Kelly McManus is vice president of higher education at Arnold Ventures, a philanthropy focused on issues in higher education and other sectors and evidence-based solutions to address them.
On a recent weekend in Washington, D.C. in late May, the west end of the National Mall was flooded with college graduates and their families following their graduation ceremonies. These students had spent precious time and resources — including likely significant financial aid — to secure a credential they hope will propel them to economic mobility and stability.
But sadly, these students are not the norm. Today, only 3 in 5 college students make it to graduation day, a number that drops to under 2 in 5 for two-year credentials. For students who do graduate, far too many have a credential that carries no value in the labor market.
At the other end of the National Mall, the House of Representatives was working on The One Big Beautiful Bill Act. The Senate recently passed its own version. The two chambers will need to reconcile the differences between their bills to send the legislation to President Donald Trump’s desk.

The higher education proposals put forward by Senate Republicans are a good start to addressing some critical issues, such as complex student loan repayment, excessive graduate school borrowing, and low standards for access to federal financial aid. As the process moves forward, lawmakers have important opportunities to improve outcomes for students and taxpayers while saving public dollars.
The reconciliation bill passed by the Senate on Tuesday would create much-needed performance standards for Title IV funding, currently the largest source of federal aid to postsecondary students.
Under this proposal, programs would only be eligible to receive student loan dollars if at least half of their graduates earn more than the typical high school graduate in their region. Similarly, for graduate programs, students who finished their programs would have to earn more than the typical bachelor's degree holder in their same field and region.
This is an important first step: The public should no longer subsidize programs where more than half of the students are worse off than they would have been had they never enrolled.
However, this plan does not go far enough to address high-cost, low-value programs. Under the the Senate-passed version, a program could have graduates who earn, on average, barely above the threshold, yet still have so much student debt that they can never repay it. Holding institutions accountable for how much they charge is critical, and adding a debt-to-earnings metric is a commonsense way to ensure that institutions have skin in the game to protect student and taxpayer investments.
In addition, the bill excludes certificate programs from the proposed earnings standards. This leeway undermines the longstanding goal of creating an accountability system that treats all programs fairly and is truly sector-neutral. It is important for the final bill to correct this oversight.
This bill takes additional positive action to address the complexity in our repayment system by consolidating the number of repayment plans to just two options for new loans. The federal government currently offers seven different repayment plans, a needlessly high number that contributes to borrower confusion and loan defaults.
Income-driven repayment plans, introduced in 1995, have made student loan repayments more manageable. Cutting repayment plans down to two options — one standard plan with fixed payments for well-off borrowers and an income-driven repayment plan that caps payments at a reasonable percentage of a borrower’s income — creates a safety net for lower-income borrowers while avoiding a back-door subsidy for well-off borrowers.
Finally, the bill makes important strides in addressing runaway graduate lending. Unlike undergraduate student loans, the federal government places no cap on the amount a graduate student can borrow through the Grad PLUS program. This has had disastrous, unintended effects on the cost of a typical graduate degree.
Those costs have soared since Grad PLUS loans were introduced in 2006, even as the return on investment of many graduate programs remains questionable at best. The Senate bill would eliminate Grad PLUS loans and set a lifetime cap of $100,000 for federal student loans for non-professional graduate degree programs and $200,000 for professional degree programs.
Even with these caps, borrowers who need financing for graduate programs would be able to take on six-figure debt loads, while pushing back on the practice of many institutions of raising tuition and saddling students with debt they cannot afford.
These are commonsense, evidence-backed reforms that we hope members of Congress can get behind. We remain hopeful that their decisions will support economic mobility for all students.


ASSIGNMENT - Images do not belong in the copy. Retype all the entries below exactly.

ENTRIES SUPPLIED -
════════
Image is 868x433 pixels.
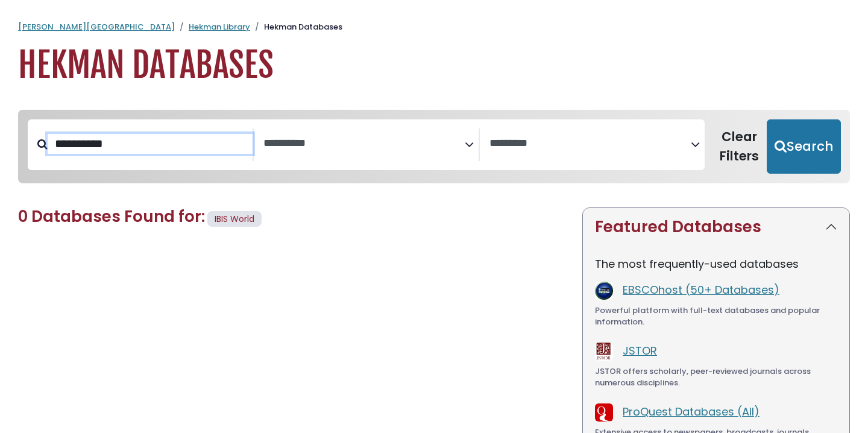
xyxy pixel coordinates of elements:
[583,208,850,246] button: Featured Databases
[18,45,850,86] h1: Hekman Databases
[263,138,465,150] textarea: Search
[595,256,837,272] p: The most frequently-used databases
[622,404,760,419] a: ProQuest Databases (All)
[18,110,850,183] nav: Search filters
[18,21,850,33] nav: breadcrumb
[250,21,342,33] li: Hekman Databases
[767,119,841,174] button: Submit for Search Results
[215,213,254,225] span: IBIS World
[188,21,250,33] a: Hekman Library
[595,305,837,328] div: Powerful platform with full-text databases and popular information.
[48,134,252,154] input: Search database by title or keyword
[18,21,175,33] a: [PERSON_NAME][GEOGRAPHIC_DATA]
[490,138,691,150] textarea: Search
[712,119,767,174] button: Clear Filters
[622,283,780,298] a: EBSCOhost (50+ Databases)
[18,206,205,227] span: 0 Databases Found for:
[595,366,837,389] div: JSTOR offers scholarly, peer-reviewed journals across numerous disciplines.
[622,343,657,358] a: JSTOR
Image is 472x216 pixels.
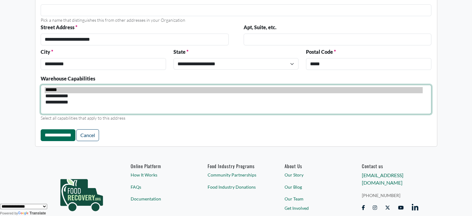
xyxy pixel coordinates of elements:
label: Apt, Suite, etc. [244,24,276,31]
small: Pick a name that distinguishes this from other addresses in your Organization [41,17,185,23]
small: Select all capabilities that apply to this address [41,115,125,120]
a: Our Blog [284,183,341,190]
label: State [173,48,188,56]
a: Community Partnerships [208,171,264,178]
label: Warehouse Capabilities [41,75,95,82]
a: FAQs [131,183,187,190]
a: Our Story [284,171,341,178]
a: Food Industry Donations [208,183,264,190]
h6: Food Industry Programs [208,163,264,168]
h6: Online Platform [131,163,187,168]
a: Cancel [76,129,99,141]
label: Street Address [41,24,77,31]
a: Documentation [131,195,187,202]
a: [PHONE_NUMBER] [361,192,418,198]
a: How It Works [131,171,187,178]
a: Translate [18,211,46,215]
h6: Contact us [361,163,418,168]
a: About Us [284,163,341,168]
a: Our Team [284,195,341,202]
img: Google Translate [18,211,29,215]
label: City [41,48,53,56]
a: [EMAIL_ADDRESS][DOMAIN_NAME] [361,172,403,185]
label: Postal Code [306,48,336,56]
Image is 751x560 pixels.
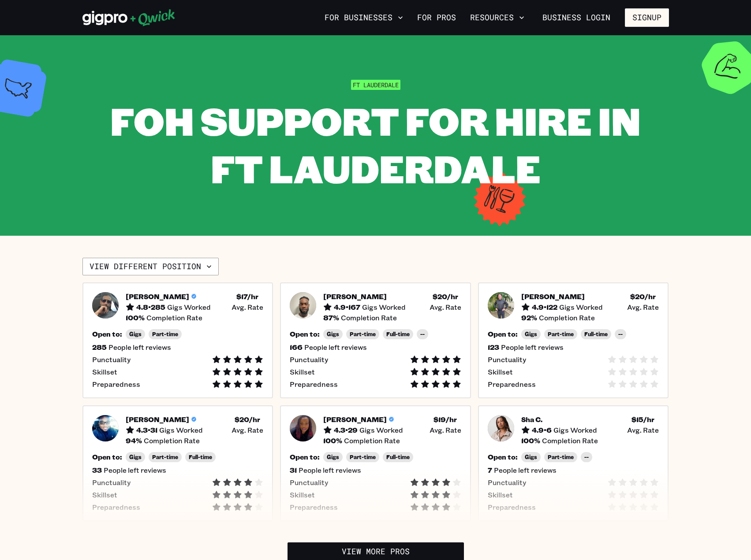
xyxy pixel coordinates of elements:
span: Part-time [350,454,376,461]
button: Pro headshotSha C.4.9•6Gigs Worked$15/hr Avg. Rate100%Completion RateOpen to:GigsPart-time--7Peop... [478,405,669,521]
span: Avg. Rate [231,303,264,311]
span: Punctuality [290,478,328,487]
span: Gigs Worked [554,426,597,435]
h5: 4.9 • 122 [532,303,557,311]
span: Avg. Rate [627,303,659,311]
span: Part-time [152,454,178,461]
button: Pro headshot[PERSON_NAME]4.8•285Gigs Worked$17/hr Avg. Rate100%Completion RateOpen to:GigsPart-ti... [82,282,274,398]
span: Punctuality [92,355,131,364]
h5: 166 [290,343,303,352]
h5: 100 % [125,313,145,322]
span: Avg. Rate [231,426,264,435]
span: Punctuality [290,355,328,364]
h5: 92 % [521,313,537,322]
span: Gigs [327,331,339,338]
span: Gigs Worked [362,303,406,311]
h5: Open to: [290,330,320,338]
span: Completion Rate [341,313,397,322]
span: -- [420,331,425,338]
span: Preparedness [92,503,140,512]
span: Skillset [92,368,117,376]
span: Part-time [350,331,376,338]
span: People left reviews [501,343,564,352]
h5: 100 % [323,436,343,445]
span: Full-time [386,331,410,338]
button: Pro headshot[PERSON_NAME]4.3•29Gigs Worked$19/hr Avg. Rate100%Completion RateOpen to:GigsPart-tim... [280,405,471,521]
span: Gigs [524,454,537,461]
h5: $ 20 /hr [433,292,458,301]
h5: [PERSON_NAME] [323,415,387,424]
a: Business Login [535,8,617,27]
h5: 4.8 • 285 [136,303,165,311]
span: Completion Rate [344,436,400,445]
h5: 87 % [323,313,339,322]
img: Pro headshot [290,415,316,441]
a: For Pros [414,10,460,25]
h5: Open to: [487,452,518,461]
span: Punctuality [487,355,526,364]
span: Gigs Worked [159,426,203,435]
h5: 4.3 • 29 [334,426,358,435]
h5: Open to: [92,330,122,338]
img: Pro headshot [290,292,316,319]
img: Pro headshot [92,415,119,441]
span: Part-time [547,331,574,338]
span: People left reviews [104,466,167,474]
h5: 31 [290,466,297,474]
span: Skillset [290,491,315,499]
h5: [PERSON_NAME] [521,292,584,301]
span: Skillset [92,491,117,499]
span: Gigs Worked [559,303,603,311]
h5: Open to: [92,452,122,461]
h5: Open to: [487,330,518,338]
span: People left reviews [494,466,557,474]
span: Gigs [524,331,537,338]
span: Preparedness [487,379,536,389]
span: Avg. Rate [429,303,461,311]
img: Pro headshot [487,292,514,319]
h5: $ 15 /hr [632,415,654,424]
span: Preparedness [290,503,338,512]
span: Punctuality [487,478,526,487]
h5: 94 % [125,436,142,445]
span: People left reviews [304,343,367,352]
span: Ft Lauderdale [351,79,401,90]
span: Avg. Rate [627,426,659,435]
button: Pro headshot[PERSON_NAME]4.9•122Gigs Worked$20/hr Avg. Rate92%Completion RateOpen to:GigsPart-tim... [478,282,669,398]
span: Punctuality [92,478,131,487]
button: Pro headshot[PERSON_NAME]4.3•31Gigs Worked$20/hr Avg. Rate94%Completion RateOpen to:GigsPart-time... [82,405,274,521]
img: Pro headshot [487,415,514,441]
button: Pro headshot[PERSON_NAME]4.9•167Gigs Worked$20/hr Avg. Rate87%Completion RateOpen to:GigsPart-tim... [280,282,471,398]
h5: $ 20 /hr [235,415,260,424]
span: People left reviews [299,466,361,474]
span: -- [584,454,589,461]
span: Skillset [290,368,315,376]
span: Preparedness [487,503,536,512]
span: Completion Rate [144,436,200,445]
span: Gigs [129,331,142,338]
h5: $ 20 /hr [630,292,656,301]
button: Resources [467,10,528,25]
span: Skillset [487,491,513,499]
span: Full-time [386,454,410,461]
h5: $ 19 /hr [434,415,457,424]
span: Skillset [487,368,513,376]
h5: 7 [487,466,492,474]
span: Preparedness [290,379,338,389]
h5: 4.3 • 31 [136,426,158,435]
span: Gigs [129,454,142,461]
h5: [PERSON_NAME] [125,415,190,424]
span: Part-time [547,454,574,461]
span: Gigs Worked [167,303,211,311]
h5: 285 [92,343,107,352]
span: Completion Rate [539,313,595,322]
span: Preparedness [92,379,140,389]
button: View different position [82,258,218,275]
h5: [PERSON_NAME] [323,292,387,301]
════════
SOLUTION FOR THIS PROBLEM -
Image is 868x433 pixels.
xyxy pixel coordinates of elements:
[583,208,850,246] button: Featured Databases
[18,45,850,86] h1: Hekman Databases
[263,138,465,150] textarea: Search
[595,256,837,272] p: The most frequently-used databases
[622,404,760,419] a: ProQuest Databases (All)
[18,110,850,183] nav: Search filters
[18,21,850,33] nav: breadcrumb
[250,21,342,33] li: Hekman Databases
[767,119,841,174] button: Submit for Search Results
[215,213,254,225] span: IBIS World
[188,21,250,33] a: Hekman Library
[595,305,837,328] div: Powerful platform with full-text databases and popular information.
[48,134,252,154] input: Search database by title or keyword
[18,21,175,33] a: [PERSON_NAME][GEOGRAPHIC_DATA]
[490,138,691,150] textarea: Search
[712,119,767,174] button: Clear Filters
[622,283,780,298] a: EBSCOhost (50+ Databases)
[18,206,205,227] span: 0 Databases Found for:
[595,366,837,389] div: JSTOR offers scholarly, peer-reviewed journals across numerous disciplines.
[622,343,657,358] a: JSTOR
Image is 472x216 pixels.
xyxy pixel coordinates of elements:
label: Apt, Suite, etc. [244,24,276,31]
small: Pick a name that distinguishes this from other addresses in your Organization [41,17,185,23]
small: Select all capabilities that apply to this address [41,115,125,120]
a: Our Blog [284,183,341,190]
label: State [173,48,188,56]
a: Community Partnerships [208,171,264,178]
label: Warehouse Capabilities [41,75,95,82]
a: FAQs [131,183,187,190]
a: Our Story [284,171,341,178]
a: Food Industry Donations [208,183,264,190]
h6: Food Industry Programs [208,163,264,168]
h6: Online Platform [131,163,187,168]
a: Cancel [76,129,99,141]
label: Street Address [41,24,77,31]
a: Documentation [131,195,187,202]
a: [PHONE_NUMBER] [361,192,418,198]
a: How It Works [131,171,187,178]
a: Translate [18,211,46,215]
h6: Contact us [361,163,418,168]
a: About Us [284,163,341,168]
a: Our Team [284,195,341,202]
img: Google Translate [18,211,29,215]
label: City [41,48,53,56]
a: [EMAIL_ADDRESS][DOMAIN_NAME] [361,172,403,185]
label: Postal Code [306,48,336,56]
Image is 751x560 pixels.
xyxy pixel coordinates of elements:
span: Part-time [350,454,376,461]
button: Pro headshotSha C.4.9•6Gigs Worked$15/hr Avg. Rate100%Completion RateOpen to:GigsPart-time--7Peop... [478,405,669,521]
span: Avg. Rate [231,303,264,311]
span: Punctuality [290,478,328,487]
span: Gigs Worked [554,426,597,435]
h5: 4.9 • 122 [532,303,557,311]
span: Avg. Rate [627,303,659,311]
span: Part-time [152,454,178,461]
button: Pro headshot[PERSON_NAME]4.8•285Gigs Worked$17/hr Avg. Rate100%Completion RateOpen to:GigsPart-ti... [82,282,274,398]
span: Punctuality [92,355,131,364]
h5: 166 [290,343,303,352]
h5: 100 % [125,313,145,322]
span: Avg. Rate [231,426,264,435]
span: Punctuality [290,355,328,364]
h5: 92 % [521,313,537,322]
span: Gigs [327,331,339,338]
span: Gigs Worked [362,303,406,311]
h5: Open to: [290,330,320,338]
span: Completion Rate [341,313,397,322]
span: -- [420,331,425,338]
span: Preparedness [92,503,140,512]
span: Skillset [92,368,117,376]
span: Part-time [350,331,376,338]
span: People left reviews [501,343,564,352]
h5: 100 % [323,436,343,445]
span: Full-time [386,331,410,338]
button: Pro headshot[PERSON_NAME]4.3•29Gigs Worked$19/hr Avg. Rate100%Completion RateOpen to:GigsPart-tim... [280,405,471,521]
span: Gigs [524,454,537,461]
h5: $ 20 /hr [433,292,458,301]
h5: [PERSON_NAME] [323,415,387,424]
a: Business Login [535,8,617,27]
h5: 4.8 • 285 [136,303,165,311]
span: Completion Rate [344,436,400,445]
h5: 87 % [323,313,339,322]
img: Pro headshot [290,415,316,441]
a: For Pros [414,10,460,25]
h5: Open to: [487,452,518,461]
span: Punctuality [487,355,526,364]
span: Gigs Worked [159,426,203,435]
h5: 4.3 • 29 [334,426,358,435]
h5: Open to: [92,330,122,338]
img: Pro headshot [290,292,316,319]
img: Pro headshot [92,415,119,441]
span: Part-time [547,331,574,338]
span: People left reviews [104,466,167,474]
h5: 31 [290,466,297,474]
span: Skillset [290,491,315,499]
h5: [PERSON_NAME] [521,292,584,301]
span: Skillset [92,491,117,499]
span: Gigs Worked [559,303,603,311]
h5: Open to: [92,452,122,461]
h5: Open to: [487,330,518,338]
span: People left reviews [494,466,557,474]
span: Gigs [524,331,537,338]
span: Preparedness [487,379,536,389]
span: Avg. Rate [429,303,461,311]
img: Pro headshot [487,292,514,319]
h5: $ 15 /hr [632,415,654,424]
span: Preparedness [290,503,338,512]
span: Punctuality [487,478,526,487]
h5: 94 % [125,436,142,445]
span: People left reviews [304,343,367,352]
span: Ft Lauderdale [351,79,401,90]
span: Avg. Rate [627,426,659,435]
button: Pro headshot[PERSON_NAME]4.9•122Gigs Worked$20/hr Avg. Rate92%Completion RateOpen to:GigsPart-tim... [478,282,669,398]
span: Punctuality [92,478,131,487]
button: Pro headshot[PERSON_NAME]4.3•31Gigs Worked$20/hr Avg. Rate94%Completion RateOpen to:GigsPart-time... [82,405,274,521]
img: Pro headshot [487,415,514,441]
button: Pro headshot[PERSON_NAME]4.9•167Gigs Worked$20/hr Avg. Rate87%Completion RateOpen to:GigsPart-tim... [280,282,471,398]
h5: $ 20 /hr [235,415,260,424]
span: People left reviews [299,466,361,474]
span: -- [584,454,589,461]
span: Skillset [290,368,315,376]
span: Preparedness [487,503,536,512]
span: Completion Rate [144,436,200,445]
span: Gigs [129,331,142,338]
h5: $ 20 /hr [630,292,656,301]
button: Resources [467,10,528,25]
span: Skillset [487,491,513,499]
span: Full-time [386,454,410,461]
h5: $ 19 /hr [434,415,457,424]
span: Skillset [487,368,513,376]
h5: 7 [487,466,492,474]
span: Preparedness [290,379,338,389]
h5: 4.3 • 31 [136,426,158,435]
span: Gigs [129,454,142,461]
h5: [PERSON_NAME] [125,415,190,424]
span: Part-time [547,454,574,461]
span: Gigs Worked [167,303,211,311]
h5: 285 [92,343,107,352]
span: Completion Rate [539,313,595,322]
span: Preparedness [92,379,140,389]
button: View different position [82,258,218,275]
h5: [PERSON_NAME] [323,292,387,301]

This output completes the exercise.